India on Saturday announced that it will set up a Diaspora Knowledge Network to enable improved connectivity between People of Indian Origin and to allow the large number of overseas Indians to partake in India's growing 'knowledge economy'.
The Diaspora Knowledge Network was a slew of major initiatives that Prime Minister Manmohan Singh [Images] announced to ensure that millions of overseas Indian workers and professionals become symbols of global connectivity and globalised activity in order to capture the face of a new India.
Addressing the conclave of overseas Indians in Hyderabad during the 3rd Pravasi Bharatiya Divas, Dr Singh said the Diaspora Knowledge Network will provide a dynamic framework within which the users and providers of knowledge can discover each other and work together.
"Knowledge itself needs to be widely defined to include operational and management expertise," he pointed out.
Apart from such a network, the prime minister said India's ability to tap the expertise of overseas Indian professionals will depend on 'our ability to forge partnership with them'. He said the government's utmost priority is to improve the efficiency of financial and consular services.
Towards this end, the prime minister announced the following initiatives:
- Creation of an easy-to-use remittance facility that is affordable and efficient. The Ministry of Overseas Indian Affairs has partnered with the UTI Bank [Get Quote] to develop an electronic, integrated remittance gateway.

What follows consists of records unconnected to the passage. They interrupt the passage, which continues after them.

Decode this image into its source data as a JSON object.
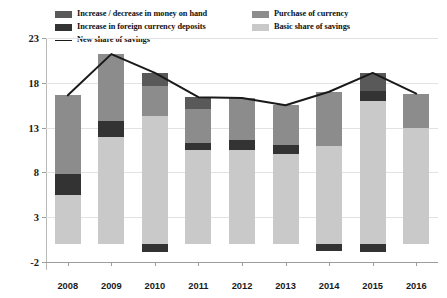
{
  "legend": {
    "items": [
      {
        "label": "Increase / decrease in money on hand",
        "color": "#595959",
        "type": "swatch",
        "icon": "legend-swatch-icon"
      },
      {
        "label": "Increase in foreign currency deposits",
        "color": "#333333",
        "type": "swatch",
        "icon": "legend-swatch-icon"
      },
      {
        "label": "New share of savings",
        "color": "#1a1a1a",
        "type": "line",
        "icon": "legend-line-icon"
      },
      {
        "label": "Purchase of currency",
        "color": "#8c8c8c",
        "type": "swatch",
        "icon": "legend-swatch-icon"
      },
      {
        "label": "Basic share of savings",
        "color": "#c9c9c9",
        "type": "swatch",
        "icon": "legend-swatch-icon"
      }
    ]
  },
  "axes": {
    "y_ticks": [
      23,
      18,
      13,
      8,
      3,
      -2
    ],
    "y_tick_labels": [
      "23",
      "18",
      "13",
      "8",
      "3",
      "-2"
    ],
    "ylim": [
      -2,
      23
    ],
    "x_tick_labels": [
      "2008",
      "2009",
      "2010",
      "2011",
      "2012",
      "2013",
      "2014",
      "2015",
      "2016"
    ]
  },
  "chart_data": {
    "type": "bar",
    "title": "",
    "subtitle": "",
    "xlabel": "",
    "ylabel": "",
    "ylim": [
      -2,
      23
    ],
    "xlim_categories": 9,
    "grid": true,
    "legend_position": "top",
    "stacked": true,
    "categories": [
      "2008",
      "2009",
      "2010",
      "2011",
      "2012",
      "2013",
      "2014",
      "2015",
      "2016"
    ],
    "series": [
      {
        "name": "Basic share of savings",
        "color": "#c9c9c9",
        "values": [
          5.5,
          12.0,
          14.3,
          10.5,
          10.5,
          10.0,
          11.0,
          16.0,
          13.0
        ]
      },
      {
        "name": "Increase in foreign currency deposits",
        "color": "#333333",
        "values": [
          2.3,
          1.7,
          0.0,
          0.8,
          1.1,
          1.1,
          0.0,
          1.1,
          0.0
        ]
      },
      {
        "name": "Purchase of currency",
        "color": "#8c8c8c",
        "values": [
          8.8,
          7.5,
          3.3,
          3.8,
          4.7,
          4.4,
          6.0,
          0.0,
          3.8
        ]
      },
      {
        "name": "Increase / decrease in money on hand",
        "color": "#595959",
        "values": [
          0.0,
          0.0,
          1.5,
          1.3,
          0.0,
          0.0,
          0.0,
          2.0,
          0.0
        ]
      },
      {
        "name": "Increase / decrease in money on hand (negative)",
        "color": "#333333",
        "values": [
          0.0,
          0.0,
          -0.9,
          0.0,
          0.0,
          0.0,
          -0.8,
          -0.9,
          0.0
        ]
      }
    ],
    "line_series": {
      "name": "New share of savings",
      "color": "#1a1a1a",
      "values": [
        16.6,
        21.2,
        19.1,
        16.4,
        16.3,
        15.5,
        17.0,
        19.1,
        16.8
      ]
    }
  }
}
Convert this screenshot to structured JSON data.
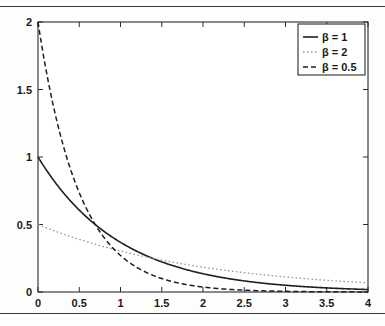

- The government to launch a more liberal insurance scheme for NRIs called the Pravasi Bharatiya Bima Yojana with effect from February 1, 2006 to provide enhanced benefits to workers. Competition from a number of insurance providers will ensure that the premiums remain affordable.
- The government to work with international and other agencies to streamline and modernise the process of emigration and to create awareness among the workers about their rights and obligations.
- The government will support initiatives to develop the skills of workers and set up credible mechanisms for certification of those skills so that over the years India is to reposition itself as a source of skilled, rather than unskilled labour.